Self Esteem In Children

Invest in Your Child's Self-Esteem

Self-esteem and healthy eating. What does one thing have to do with the other? Everything.

Children rely on eating disorders to serve as coping tools, as “solutions” to what would otherwise feel like insurmountable problems. Children who are adept problem-solvers, who have access to their feelings and needs, and who can demonstrate the capacity to get their needs met have no use for an eating disorder in their emotional repertoire. The confident child who experiences self worth, and who is capable of valuing and effectively caring for herself is also the least likely candidate to succumb to peer and media pressures, food fears, body image concerns, and disordered eating, all of which could become precursors to the onset of eating disorders in the susceptible child.

A child’s poor self-esteem is evident in the tendency to be overly self-critical, perfectionist or concerned with appearance and body image, or an unresponsive to the challenges and requirements of life and living and the emerging self.

Building self esteem in your child:

Self-esteem comes from making a contribution to the world around one, to the community of the home and of the greater world beyond its borders. It comes from developing interests and passions, from being valued, respected, heard, and accepted. It comes from a fearless acceptance of interpersonal differences, and the fearless capacity to work them through, beyond conflict to compromise. Self-esteem comes from a sense of belonging and a loving connection to other human beings.

Creating a healthy sense of self in a child is a process that begins for parents at the moment of their child’s birth and that continues, in various forms, throughout the child’s development. It is never too late to nurture self-esteem in the insecure child. The following are ways to convey to your child just how unique and exceptional you feel she is. Through such activities, kids learn what pleasure you derive from spending time with them, and grasp a vision of the culture of the greater world extending beyond themselves, beyond their own personal concerns, beyond their physical appearance and tummy size.

Twelve ways to build self esteem through interaction with your child

1. Connect with your child and spend quality time, finding substantive ways to interact and engage with him or her.

2. Provide your child with meaningful life values and genuine connectedness. Spend a weekend morning volunteering together at a neighborhood nature preserve.

3. See a play together and discuss it afterwards, distribute meals at a center for the homeless, take a course together at your local planetarium. Attend church or synagogue services together.

4. Emphasize enjoyment of the activity, rather than performance.

5. Encourage your child to take control of important aspects of her life and to make her own decisions where appropriate. Do not be afraid to provide limits appropriately and consistently throughout your child’s growing up years and into her adolescence; your child will eventually internalize these external controls, enabling her to develop a sense of authenticity and freedom. Given too much autonomy too soon, a child becomes fearful, tentative and uncomfortably over-powerful.

6. Model healthy, balanced, and meaningful living and problem solving. Do not shy away from conflict or individual differences, as these are the stuff of life, an inevitable aspect of intimate relationships. There is no better time for a child to observe and practice successful conflict resolution, to feel accepted and heard, than within the safety of home and family.

7. In sitting around the dinner table with your child, find out what he or she has been thinking about, how he or she is feeling, what she is up to, what her priorities may be today. Eating together is a great way to get to know your child and her concerns, not to mention how he or she is feeling about food and eating. Never model behavioral (food or exercise related) extremes of any kind.

8. Listen for any negative comments your child may make about body shape or size. If you hear concerns, don’t negate them, but rather initiate discussion about how she feels she might look better and why her concerns.

9. Educate your child about the wise reliability of well cared-for bodies… how normal it is for girls to put on 20% of body weight in fat during puberty, how certain aspects of our body image qualities lay within our control (such as good nutrition and exercise) and others do not (genetics and heredity), and how dangerous dieting can be.

10. Be careful not to complain about your own weight and body image concerns in front of your child.

11. Develop in your child a critical “immunity” to media messages. Teach her to see through the subliminal and subversive messages. Cancel your subscriptions to fashion magazines and weight- focused women’s magazines. Turn off the television, especially during meals.

12. Respect your child’s hunger and satiety. Eliminate the “clean plate club.” Though you as a parent are responsible for providing nutritious and varied foods and for expecting your child to eat them, do not attempt to limit or control the amounts your child eats. Compared with mothers of girls with no eating problems, mothers of girls who become bulimic tend to restrict what their daughters eat, encourage them to diet and exercise to lose weight and to perceive them as overweight, according to a 1993 study at the University of Missouri.

Do not succumb to the commonly held and misconceived fear that kids are born spontaneously competent and that parental input as the child matures becomes superfluous and interfering. Your child needs you as much in her adolescence as she did as an infant, if not more. Though the quality and nature of the parent/child attachment will change through time and life stages, the connection must never fail.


(Aim of the task): Check every line below for the string "will". Copy the ones that have it.

Stored records:

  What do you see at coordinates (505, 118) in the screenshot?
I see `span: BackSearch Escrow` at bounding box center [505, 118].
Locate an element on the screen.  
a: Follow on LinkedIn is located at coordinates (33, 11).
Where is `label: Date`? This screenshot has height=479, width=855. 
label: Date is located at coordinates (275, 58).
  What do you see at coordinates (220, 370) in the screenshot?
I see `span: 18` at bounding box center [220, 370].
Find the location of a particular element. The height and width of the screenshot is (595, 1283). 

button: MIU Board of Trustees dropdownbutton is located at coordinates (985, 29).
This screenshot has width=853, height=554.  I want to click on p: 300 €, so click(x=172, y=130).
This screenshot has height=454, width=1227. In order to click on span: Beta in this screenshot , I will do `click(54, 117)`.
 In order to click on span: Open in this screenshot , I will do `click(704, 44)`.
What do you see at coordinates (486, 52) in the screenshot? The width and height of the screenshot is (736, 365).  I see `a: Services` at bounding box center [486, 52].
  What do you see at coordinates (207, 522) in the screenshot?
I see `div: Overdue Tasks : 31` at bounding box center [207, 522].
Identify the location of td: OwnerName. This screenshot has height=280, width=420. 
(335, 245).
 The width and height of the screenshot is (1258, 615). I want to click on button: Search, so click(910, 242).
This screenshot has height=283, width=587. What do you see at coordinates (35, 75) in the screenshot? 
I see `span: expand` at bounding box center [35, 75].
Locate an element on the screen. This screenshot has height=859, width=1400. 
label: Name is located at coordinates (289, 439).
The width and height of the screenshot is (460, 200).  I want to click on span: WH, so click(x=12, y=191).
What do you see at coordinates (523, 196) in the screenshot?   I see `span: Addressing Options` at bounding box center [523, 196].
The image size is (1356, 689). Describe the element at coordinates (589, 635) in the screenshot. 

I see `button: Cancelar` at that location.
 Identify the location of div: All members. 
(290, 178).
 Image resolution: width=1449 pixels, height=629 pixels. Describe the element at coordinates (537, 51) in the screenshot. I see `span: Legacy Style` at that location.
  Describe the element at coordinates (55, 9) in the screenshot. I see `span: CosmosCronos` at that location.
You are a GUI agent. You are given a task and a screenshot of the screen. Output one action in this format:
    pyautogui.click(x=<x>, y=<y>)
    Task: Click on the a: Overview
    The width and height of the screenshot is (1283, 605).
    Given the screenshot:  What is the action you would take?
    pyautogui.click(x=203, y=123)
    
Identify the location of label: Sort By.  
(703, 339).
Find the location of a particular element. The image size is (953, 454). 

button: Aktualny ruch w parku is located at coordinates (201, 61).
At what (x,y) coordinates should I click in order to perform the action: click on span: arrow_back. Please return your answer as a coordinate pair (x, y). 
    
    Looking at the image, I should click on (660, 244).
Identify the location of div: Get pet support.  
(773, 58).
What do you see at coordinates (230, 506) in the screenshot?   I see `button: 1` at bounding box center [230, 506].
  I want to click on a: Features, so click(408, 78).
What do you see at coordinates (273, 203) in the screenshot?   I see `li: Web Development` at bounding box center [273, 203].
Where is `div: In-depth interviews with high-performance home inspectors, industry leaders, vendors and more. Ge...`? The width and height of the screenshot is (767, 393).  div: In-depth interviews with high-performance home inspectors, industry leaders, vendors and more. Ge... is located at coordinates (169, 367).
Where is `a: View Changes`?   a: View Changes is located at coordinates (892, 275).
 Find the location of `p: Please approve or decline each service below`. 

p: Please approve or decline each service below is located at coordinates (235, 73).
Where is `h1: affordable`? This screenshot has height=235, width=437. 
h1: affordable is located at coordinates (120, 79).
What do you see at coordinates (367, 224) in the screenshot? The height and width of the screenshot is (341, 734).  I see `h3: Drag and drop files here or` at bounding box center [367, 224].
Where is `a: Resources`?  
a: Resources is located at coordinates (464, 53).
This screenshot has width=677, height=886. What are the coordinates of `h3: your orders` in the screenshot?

(The completed task):
This screenshot has height=454, width=1227. In order to click on span: Beta in this screenshot , I will do `click(54, 117)`.
 In order to click on span: Open in this screenshot , I will do `click(704, 44)`.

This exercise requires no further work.